Indeed, he argues that in reality the writing process happens anywhere other 
than at his computer. ‘Typing is just getting it down. The book is being 
written when I’m driving the kids to school or when I’m walking the dog. I 
can be driving along and my wife will suddenly say, “Oh, you’re not 
listening to me”.’

It is at moments like these that Billingham and Thorne sound eerily similar, 
intent on the case running through their imagination to the exclusion of all 
else. Whereas Billingham devises dastardly plots, Thorne attempts to unravel 
them. Both love the city they inhabit and hate it at the same time. Their lives 
combine an attraction to darkness with the need to escape it through joy, 
laughter and family. As The Dying Hours puts it: ‘There were jokes, of 
course, there had to be. All part and parcel of the Job; the defence mechanism, 
the pressure valve, whatever you chose to call it.’
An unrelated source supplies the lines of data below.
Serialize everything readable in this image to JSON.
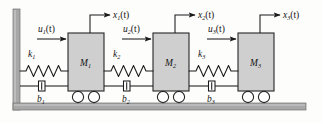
{
  "figure": {
    "kind": "mechanical-schematic",
    "colors": {
      "mass_fill": "#cfcfcf",
      "mass_stroke": "#262626",
      "wall_fill": "#a8a8a8",
      "ground_fill": "#a8a8a8",
      "line": "#1a1a1a",
      "background": "#fdfdfc"
    }
  },
  "masses": [
    {
      "label": "M",
      "sub": "1",
      "name": "mass-1"
    },
    {
      "label": "M",
      "sub": "2",
      "name": "mass-2"
    },
    {
      "label": "M",
      "sub": "3",
      "name": "mass-3"
    }
  ],
  "springs": [
    {
      "label": "k",
      "sub": "1",
      "name": "spring-k1"
    },
    {
      "label": "k",
      "sub": "2",
      "name": "spring-k2"
    },
    {
      "label": "k",
      "sub": "3",
      "name": "spring-k3"
    }
  ],
  "dampers": [
    {
      "label": "b",
      "sub": "1",
      "name": "damper-b1"
    },
    {
      "label": "b",
      "sub": "2",
      "name": "damper-b2"
    },
    {
      "label": "b",
      "sub": "3",
      "name": "damper-b3"
    }
  ],
  "inputs": [
    {
      "label": "u",
      "sub": "1",
      "suffix": "(t)",
      "name": "input-force-u1"
    },
    {
      "label": "u",
      "sub": "2",
      "suffix": "(t)",
      "name": "input-force-u2"
    },
    {
      "label": "u",
      "sub": "3",
      "suffix": "(t)",
      "name": "input-force-u3"
    }
  ],
  "outputs": [
    {
      "label": "x",
      "sub": "1",
      "suffix": "(t)",
      "name": "output-displacement-x1"
    },
    {
      "label": "x",
      "sub": "2",
      "suffix": "(t)",
      "name": "output-displacement-x2"
    },
    {
      "label": "x",
      "sub": "3",
      "suffix": "(t)",
      "name": "output-displacement-x3"
    }
  ],
  "structure": {
    "wall_label": "fixed-wall",
    "ground_label": "ground",
    "wheels_per_mass": 2
  }
}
I suspect there is rather more joy, laughter and family life in Mark 
Billingham’s everyday existence than that of Tom Thorne. There is certainly 
more conversation and less talk about Tottenham Hotspur. Whatever the 
differences, the pair are inextricably linked, and not simply by a shared love 
of Johnny Cash. ‘There’s no question that Thorne is me. He’s not as gobby 
as I am, but when you hear Thorne moaning about the state of public transport 
or the NHS, that’s me getting stuff off my chest. I don’t know who the hell 
else it is! But Holland is also me and Hendricks is me too. If I want a funny 
line I will give it to Hendricks. It’s acting again – it’s a performance. 
Whether I am trying to get inside the head of Thorne, or a bumptious chief 
inspector or a serial killer, I ask: “What’s on his desk? What’s on the 
walls around him?” It’s like Laurence Olivier said: You start with the 
shoes.’

Despite Thorne’s rough edges (and possibly because of them), there is plenty 
of life in the old dog yet. The years have changed them both, for sure. ‘How 
could any character be the same as they were ten years ago?’ Billingham asks. 
‘But that is one reason readers love series. It’s the reason I love them. I 
want to see this cast of characters change and grow.’

As if to prove his point, Billingham has already begun a new Ryman’s notepad 
with ‘Thorne Book 12’ on the front. All he will reveal is that his alter 
ego will travel far from London and in the company of an old adversary. Even 
Billingham doesn’t know how it will all end just yet. For now, he is simply 
grateful to have got this far. ‘I can’t think of anything I would rather be 
doing. Sometimes I wonder why I waited so long to do it. But actually, I am 
glad I spent twenty years doing stand-up. I am glad I was an actor. I am glad I 
did all those things. I wouldn’t be the writer I am without them.’